Thursday, January 31, 2008

Transvestism

"Cross-Dressing"

Cross-dressing by heterosexual males is called transvestic fetishism or transvestitism. The male with this fetish usually has a variety of female clothes that he uses to cross-dress. While some males will wear only one special piece of female apparel, others fully dress as a female and use full facial make-up to achieve a total female appearance. Often this disorder begins in childhood. It tends to be chronic in nature.

Transvestism is the practice of cross-dressing, which is wearing the clothing of the opposite sex. Transvestite refers to a person who cross-dresses; however, the word often as additional connotations

Diagnostic criteria for Transvestism

*Over a period of 6 months, heterosexual male patients have recurrent, intense, sexually arousing fantasies, sexual urges, or behaviors involving cross-dressing.

* The fantasies, sexual urges, or behaviors cause clinically significant distress or impairment in social, occupational, or other important areas of functioning.

* Typically, patients derive sexual gratification from wearing clothes usually worn by the opposite sex, and patients typically are heterosexual married males (not a DSM-IV criterion).

Different usages and meanings of the term transvestism.

Some of them contradict each other; the only thing they have in common is

* They describe a behavior of people dressing in clothes of a gender that is different from the gender they were assigned (usually at birth) or the gender they are living in. It does imply some inner motive for cross-dressing, but does not specify this motive.

* They (usually) exclude transvestic fetishism and they usually do not include transsexualism, or transgender people who completely change their gender role.

A number of phenomena are conflated under the general term of transvestitism. There became in the late twentieth century perhaps a clearer distinction than in earlier times between the transsexual — who believes him or herself to have been born into a body of the wrong gender, and may seek surgical and hormonal gender reassignment — and the transvestite, who cross-dresses but does not desire to change his or her physical body.

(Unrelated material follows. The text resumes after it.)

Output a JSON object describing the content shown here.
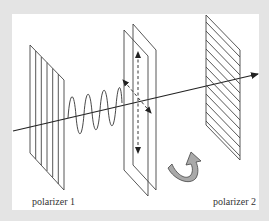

For some men wearing female clothes is a form of fetishism: the clothes are experienced as sexually arousing; this form of cross-dressing is a specifically sexual act, either leading to masturbation, or being a requirement for successful intercourse. The converse is seldom the case in women. Other (male) transvestites lead a double life as normal heterosexual males, with an alternative identity dressing and passing as women. There are also homosexual transvestites who cross-dress, but in such cases there is often an element of deliberate impersonation and even caricature (‘drag queens’): this can be deployed as a critique of existing gender norms but can also be an expression of misogynistic hostility.

Possible explanations

The influence of social and cultural factors is more marked: cross-cultural research indicates that discomfort with biological gender is more common in societies with rigid expectations about appropriately gendered behaviour. Thus the inability of the accepted male role to incorporate qualities perceived as ‘feminine’ may lead to various forms of identifying with the appurtenances of femininity.

Boys who later become transvestites or transsexuals may manifest ‘feminine’ behavioural characteristics from early childhood. In a significant minority of cases, being cross-dressed as a child by a parent or other relative seems to play a part. What is not clear is why in some cases this ‘feminization’ leads to the development in the adult male of a homosexual identity, in other cases to transvestitism with heterosexual orientation, and in others to full transsexualism.

As with many categories of sexual behaviour, ‘transvestitism’ as a classification is a lumping together of diverse phenomena, not only in the different sexes, but among members of the same sex obeying different biological, social, or psychic imperatives resulting in phenomena which are only apparently similar.